Virsto's Multihypervisor Solution To Transform VM Storage
Virsto Software has announced a new release of its VM-centric storage hypervisor software for VMware vSphere. Currently in beta, and due to ship next quarter, Virsto for VDI vSphere Edition is "the industry’s first multihypervisor solution" to address the storage challenges specific to virtualized environments. Initially launched in April, the software, priced at $2,800 per host, can reduce overall storage costs for VDI projects by 70% or more, says the company.
September 2, 2011
Against the backdrop of VMware and friends' "post-PC" product blitz at VMworld, Virsto Software has announced a new release of its VM (virtual machine)-centric storage hypervisor software for VMware vSphere. Currently in beta, and due to ship next quarter, Virsto for VDI (virtual desktop infrastructure) vSphere Edition is "the industry’s first multihypervisor solution" to address the storage challenges specific to virtualized environments. Initially launched in April, the software, priced at $2,800 per host, can reduce overall storage costs for VDI projects by 70% or more, says the company.
According to a recent report from IDC, ("IDC MarketScape: Worldwide Desktop Virtualization 2011 Vendor Analysis)," the desktop virtualization market will make significant gains in both revenues and total customer count well into the second half of the decade. "Customers are intrigued by the possibility of a better desktop management model and the operational savings desktop virtualization could deliver," says Ian Song, senior research analyst, Enterprise Virtualization Software. Only Citrix was placed in the Leaders category, while VMware was one of seven vendors, including Microsoft, considered to be Major Players. Song adds that in the next 12 to 24 months, desktop virtualization technologies will move beyond just managing PCs to become a solution that can provide a holistic management paradigm addressing many different facets of end user computing.
VDI was very popular at VMworld. VMware announced VMware View 5, which will deliver protocol enhancements that provide as much as 75% bandwidth improvement over LAN and WAN connections, advanced support of 3-D graphics, scalable unified communications integration for voice and video media services with industry leaders, including Avaya and Mitel, and virtual desktop personalization with integrated persona management. The virtualization leader also announced a partnership with Symantec to deliver desktop-as-a-service solutions.
Virsto believes its approach disrupts traditional storage in the same way that VMware’s hypervisor transformed the server market, according to a new blog from CEO Mark Davis. "The industry is recognizing that the storage side of virtual computing needs to catch up with the server side evolution that has occurred over the last 10 years. Specifically, we need a hypervisor for storage just like we have a hypervisor for the server computing infrastructure."
The company's new solution enhances vSphere by delivering high performance, with storage thin provisioning and simplified, self-service bulk provisioning of VMs, all managed through integration with the vCenter management interface. According to Virsto, vClones consume up to 90% less storage capacity than traditional approaches, I/O performance is significantly improved, back-end storage hardware costs per desktop are reduced by up to 70% or more, and thousands of VDI instances can be provisioned in minutes, while unlimited snapshots and thin-provisioned clones enable projects to easily scale to tens of thousands of virtual desktops.
Simon Bramfitt, desktop virtualization analyst, The Virtualization Practice, says Atlantis Computing's ILIO is the market leader in software-based storage acceleration for desktop virtualization. "ILIO is seeing a lot of success in addressing the price-performance barrier that is slowing VDI deployment, but as a vSphere-only solution, it is limiting for VDI customers that for financial, technical or operational reasons are looking to deploy Hyper-V hosted VDI desktops."
He says as a newcomer to vSphere, Virsto has its work cut out for it to challenge Atlantis, but with a successful Hyper-V solution already in place and an aggressive pricing model to compete against Atlantis, it is primed to do well. "Most importantly, as the number of competing solutions increases, widespread adoption will follow and the overall cost of VDI will fall."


__Work to be completed__.
Take every line from the data that has the word "clear" in it.
═══ Information shown
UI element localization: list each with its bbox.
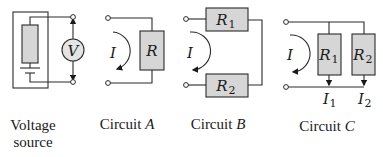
source-top-terminal — [71, 15, 76, 20]
circuit-c-bottom-terminal — [284, 85, 289, 90]
source-bottom-terminal — [71, 80, 76, 85]
circuit-c-top-wire — [288, 22, 364, 34]
circuit-c-branch-1-current-subscript: 1 — [330, 97, 337, 110]
circuit-c-resistor-2-subscript: 2 — [366, 53, 373, 66]
circuit-a-caption-letter: A — [144, 116, 155, 132]
circuit-b-caption-letter: B — [236, 116, 245, 132]
circuit-a-top-terminal — [106, 16, 111, 21]
circuit-a-resistor-label: R — [145, 42, 157, 60]
circuit-b-caption: Circuit B — [191, 116, 246, 132]
circuit-b-current-label: I — [186, 44, 194, 62]
circuit-b-current-arrow-icon — [190, 32, 211, 70]
circuit-a-bottom-terminal — [106, 81, 111, 86]
circuit-b-resistor-1-label: R — [215, 11, 227, 29]
circuit-b-resistor-1-subscript: 1 — [229, 18, 236, 31]
circuit-b-series-wire — [248, 20, 262, 85]
circuit-c-current-label: I — [286, 46, 294, 64]
circuit-c-resistor-1-subscript: 1 — [332, 53, 339, 66]
circuit-b-top-terminal — [184, 17, 189, 22]
circuit-c-resistor-1-label: R — [318, 46, 330, 64]
voltage-source-caption-line-1: Voltage — [10, 117, 56, 133]
circuit-c-top-terminal — [284, 20, 289, 25]
circuit-a-caption: Circuit A — [100, 116, 155, 132]
circuit-a: R I — [106, 16, 164, 86]
circuit-b-resistor-2-subscript: 2 — [229, 84, 236, 97]
circuit-a-current-label: I — [109, 44, 117, 62]
circuit-c-caption-letter: C — [345, 118, 356, 134]
circuit-c-current-arrow-icon — [290, 35, 310, 72]
circuit-b-caption-prefix: Circuit — [191, 116, 233, 132]
circuit-a-top-wire — [110, 18, 152, 31]
voltage-source: V — [13, 12, 84, 88]
voltage-source-caption-line-2: source — [13, 134, 52, 150]
circuit-diagram-figure: V R I R 1 R 2 I R 1 R — [0, 0, 383, 157]
circuit-b: R 1 R 2 I — [184, 8, 262, 97]
circuit-c-branch-2-current-subscript: 2 — [365, 97, 372, 110]
circuit-a-caption-prefix: Circuit — [100, 116, 142, 132]
source-bottom-wire — [30, 73, 73, 82]
circuit-a-bottom-wire — [110, 70, 152, 83]
circuit-c: R 1 R 2 I 1 I 2 I — [284, 20, 375, 110]
circuit-b-resistor-2-label: R — [215, 77, 227, 95]
circuit-c-resistor-2-label: R — [352, 46, 364, 64]
circuit-c-caption-prefix: Circuit — [299, 118, 341, 134]
internal-resistor-symbol — [22, 25, 38, 63]
source-top-wire — [30, 17, 73, 25]
circuit-c-caption: Circuit C — [299, 118, 355, 134]
circuit-b-bottom-terminal — [184, 83, 189, 88]
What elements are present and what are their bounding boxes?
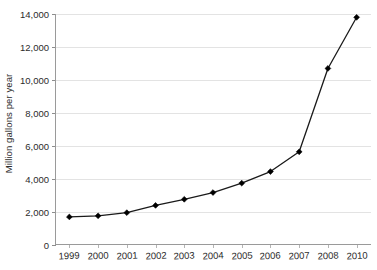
x-axis-tick-label: 2000 — [87, 249, 109, 261]
data-point-marker — [95, 213, 101, 219]
data-point-marker — [325, 66, 331, 72]
line-chart: Million gallons per year 02,0004,0006,00… — [0, 0, 377, 270]
data-point-marker — [354, 14, 360, 20]
y-axis-tick-label: 12,000 — [20, 42, 49, 53]
x-axis-tick-label: 2002 — [145, 249, 167, 261]
y-axis-tick-label: 0 — [44, 240, 49, 251]
data-point-marker — [181, 196, 187, 202]
y-axis-tick-label: 10,000 — [20, 75, 49, 86]
data-point-marker — [66, 214, 72, 220]
x-axis-tick-labels: 1999200020012002200320042005200620072008… — [55, 248, 371, 270]
x-axis-tick-label: 2003 — [173, 249, 195, 261]
y-axis-tick-label: 4,000 — [25, 174, 49, 185]
x-axis-tick-label: 2008 — [317, 249, 339, 261]
y-axis-tick-label: 6,000 — [25, 141, 49, 152]
y-axis-tick-labels: 02,0004,0006,0008,00010,00012,00014,000 — [14, 0, 52, 246]
data-point-marker — [239, 180, 245, 186]
y-axis-tick-label: 8,000 — [25, 108, 49, 119]
x-axis-tick-label: 1999 — [59, 249, 81, 261]
data-series — [55, 14, 371, 245]
x-axis-tick-label: 2005 — [231, 249, 253, 261]
x-axis-tick-label: 2004 — [202, 249, 224, 261]
y-axis-tick-label: 2,000 — [25, 207, 49, 218]
series-line — [69, 17, 356, 217]
x-axis-tick-label: 2010 — [346, 249, 368, 261]
y-axis-tick-mark — [52, 245, 56, 246]
data-point-marker — [153, 203, 159, 209]
data-point-marker — [210, 190, 216, 196]
x-axis-tick-label: 2001 — [116, 249, 138, 261]
plot-area — [55, 14, 371, 245]
x-axis-tick-label: 2007 — [288, 249, 310, 261]
x-axis-tick-label: 2006 — [260, 249, 282, 261]
y-axis-title-text: Million gallons per year — [4, 73, 15, 173]
data-point-marker — [124, 210, 130, 216]
y-axis-tick-label: 14,000 — [20, 9, 49, 20]
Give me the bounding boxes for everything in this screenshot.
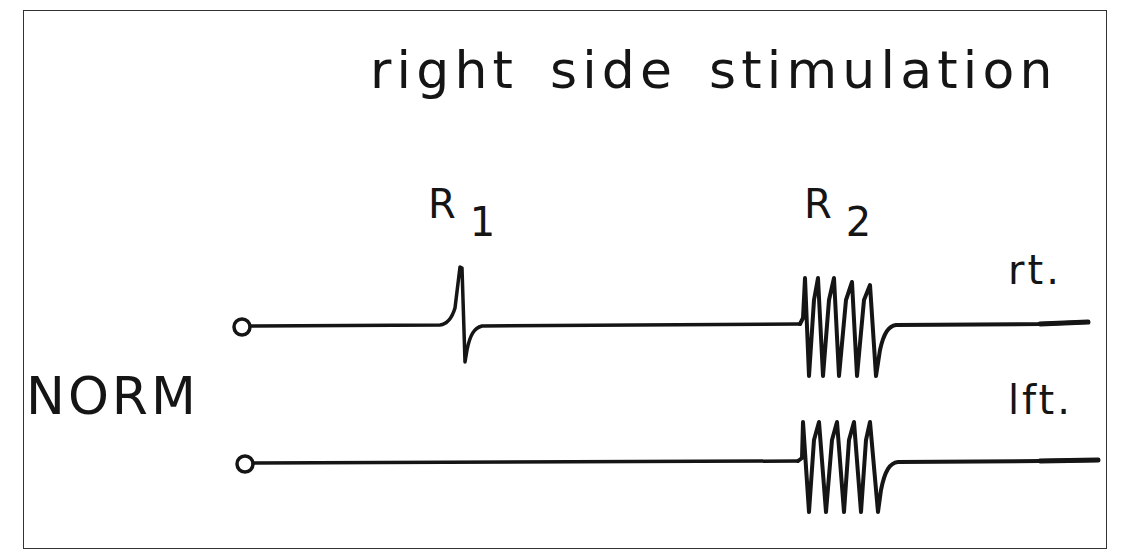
trace-left-end (1040, 460, 1098, 461)
electrode-circle-right (234, 319, 250, 335)
trace-right (234, 267, 1088, 376)
trace-label-left: lft. (1008, 380, 1073, 420)
trace-left-r2-burst (798, 422, 1098, 512)
trace-right-end (1040, 322, 1088, 324)
component-r1-letter: R (428, 181, 456, 227)
component-label-r1: R1 (428, 184, 495, 224)
trace-label-right: rt. (1008, 250, 1062, 290)
trace-left-baseline (253, 461, 798, 463)
electrode-circle-left (237, 456, 253, 472)
trace-left (237, 422, 1098, 512)
component-label-r2: R2 (804, 184, 871, 224)
component-r2-subscript: 2 (846, 199, 871, 245)
trace-right-baseline-r1 (250, 267, 800, 362)
condition-label: NORM (26, 370, 199, 422)
component-r2-letter: R (804, 181, 832, 227)
diagram-title: right side stimulation (370, 44, 1058, 96)
component-r1-subscript: 1 (470, 199, 495, 245)
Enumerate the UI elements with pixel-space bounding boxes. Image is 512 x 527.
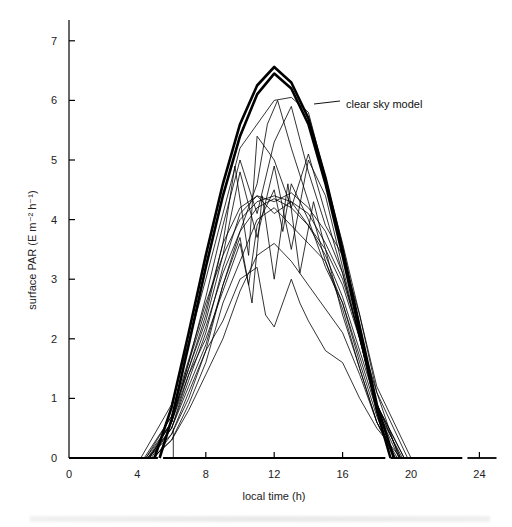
observed-day-curve [148, 184, 403, 458]
x-tick-label: 24 [473, 468, 485, 480]
x-axis-title: local time (h) [243, 490, 306, 502]
x-tick-label: 0 [66, 468, 72, 480]
y-tick-label: 3 [51, 273, 57, 285]
x-tick-label: 20 [405, 468, 417, 480]
observed-day-curve [146, 199, 404, 458]
y-axis-title: surface PAR (E m⁻² h⁻¹) [26, 190, 38, 309]
observed-day-curve [153, 243, 396, 458]
observed-day-curve [149, 106, 399, 458]
clear-sky-model-curve [160, 74, 391, 458]
plot-area [141, 67, 411, 458]
x-tick-label: 16 [336, 468, 348, 480]
axes: 0123456704812162024 [51, 20, 497, 480]
y-tick-label: 6 [51, 94, 57, 106]
x-tick-label: 8 [203, 468, 209, 480]
x-tick-label: 12 [268, 468, 280, 480]
annotation-leader-line [314, 101, 340, 104]
y-tick-label: 4 [51, 214, 57, 226]
par-chart: 0123456704812162024 local time (h) surfa… [0, 0, 512, 527]
figure-caption-blurred [30, 516, 490, 522]
y-tick-label: 5 [51, 154, 57, 166]
x-tick-label: 4 [134, 468, 140, 480]
y-tick-label: 7 [51, 35, 57, 47]
y-tick-label: 2 [51, 333, 57, 345]
clear-sky-model-label: clear sky model [346, 98, 422, 110]
y-tick-label: 1 [51, 392, 57, 404]
observed-day-curve [148, 136, 401, 458]
y-tick-label: 0 [51, 452, 57, 464]
observed-day-curve [151, 184, 397, 458]
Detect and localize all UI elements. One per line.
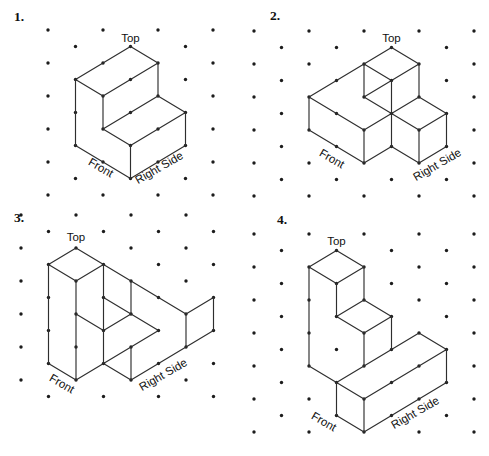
grid-dot: [307, 62, 310, 65]
figure-edge: [392, 114, 420, 131]
grid-dot: [335, 348, 338, 351]
grid-dot: [280, 282, 283, 285]
grid-dot: [472, 161, 475, 164]
grid-dot: [252, 194, 255, 197]
grid-dot: [445, 249, 448, 252]
figure-edge: [364, 48, 392, 65]
grid-dot: [252, 397, 255, 400]
grid-dot: [19, 279, 22, 282]
grid-dot: [184, 177, 187, 180]
figure-edge: [104, 364, 132, 381]
grid-dot: [307, 194, 310, 197]
figure-edge: [364, 64, 392, 81]
grid-dot: [445, 315, 448, 318]
right-side-label: Right Side: [137, 356, 189, 393]
grid-dot: [19, 378, 22, 381]
grid-dot: [19, 345, 22, 348]
figure-edge: [364, 147, 392, 164]
grid-dot: [252, 331, 255, 334]
figure-edge: [392, 147, 420, 164]
grid-dot: [47, 230, 50, 233]
grid-dot: [472, 397, 475, 400]
grid-dot: [362, 29, 365, 32]
grid-dot: [307, 397, 310, 400]
grid-dot: [252, 95, 255, 98]
grid-dot: [211, 193, 214, 196]
grid-dot: [335, 46, 338, 49]
grid-dot: [129, 246, 132, 249]
grid-dot: [157, 230, 160, 233]
grid-dot: [472, 265, 475, 268]
front-label: Front: [309, 410, 339, 434]
grid-dot: [101, 193, 104, 196]
figure-edge: [364, 114, 392, 131]
figure-edge: [76, 80, 104, 97]
grid-dot: [156, 28, 159, 31]
grid-dot: [19, 312, 22, 315]
grid-dot: [417, 29, 420, 32]
grid-dot: [335, 178, 338, 181]
isometric-worksheet: 1.TopFrontRight Side2.TopFrontRight Side…: [0, 0, 489, 456]
grid-dot: [472, 232, 475, 235]
grid-dot: [472, 95, 475, 98]
grid-dot: [417, 232, 420, 235]
figure-number: 3.: [14, 210, 24, 225]
grid-dot: [252, 128, 255, 131]
figure-edge: [76, 265, 104, 282]
top-label: Top: [121, 32, 140, 44]
grid-dot: [46, 28, 49, 31]
figure-number: 4.: [277, 212, 287, 227]
figure-edge: [364, 350, 447, 400]
figure-edge: [419, 114, 447, 131]
worksheet-svg: 1.TopFrontRight Side2.TopFrontRight Side…: [0, 0, 489, 456]
grid-dot: [184, 246, 187, 249]
grid-dot: [157, 263, 160, 266]
figure-edge: [186, 331, 214, 348]
grid-dot: [390, 249, 393, 252]
figure-edge: [419, 97, 447, 114]
figure-1: 1.TopFrontRight Side: [14, 9, 215, 197]
grid-dot: [307, 430, 310, 433]
figure-edge: [392, 97, 420, 114]
figure-edge: [337, 416, 365, 433]
figure-edge: [103, 63, 158, 96]
grid-dot: [46, 193, 49, 196]
grid-dot: [102, 395, 105, 398]
figure-edge: [76, 248, 104, 265]
figure-edge: [337, 317, 365, 334]
figure-edge: [337, 300, 365, 317]
grid-dot: [445, 79, 448, 82]
grid-dot: [307, 29, 310, 32]
grid-dot: [280, 112, 283, 115]
grid-dot: [417, 298, 420, 301]
grid-dot: [211, 94, 214, 97]
figure-edge: [364, 97, 392, 114]
figure-edge: [309, 97, 364, 130]
figure-edge: [49, 265, 77, 282]
figure-edge: [337, 251, 365, 268]
grid-dot: [74, 177, 77, 180]
grid-dot: [252, 265, 255, 268]
grid-dot: [211, 160, 214, 163]
grid-dot: [184, 213, 187, 216]
figure-edge: [131, 113, 186, 146]
grid-dot: [445, 414, 448, 417]
grid-dot: [46, 160, 49, 163]
figure-4: 4.TopFrontRight Side: [252, 212, 475, 434]
grid-dot: [362, 194, 365, 197]
figure-edge: [104, 265, 187, 315]
grid-dot: [280, 348, 283, 351]
grid-dot: [280, 46, 283, 49]
grid-dot: [472, 364, 475, 367]
grid-dot: [184, 45, 187, 48]
figure-edge: [364, 317, 392, 334]
top-label: Top: [67, 231, 86, 243]
grid-dot: [445, 282, 448, 285]
grid-dot: [184, 279, 187, 282]
figure-edge: [76, 331, 159, 381]
figure-edge: [104, 314, 132, 331]
grid-dot: [472, 194, 475, 197]
grid-dot: [19, 246, 22, 249]
figure-edge: [309, 251, 337, 268]
figure-edge: [186, 298, 214, 315]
══════
__Task solution__.
clear-sky-model-curve [160, 74, 391, 458]
clear-sky-model-label: clear sky model [346, 98, 422, 110]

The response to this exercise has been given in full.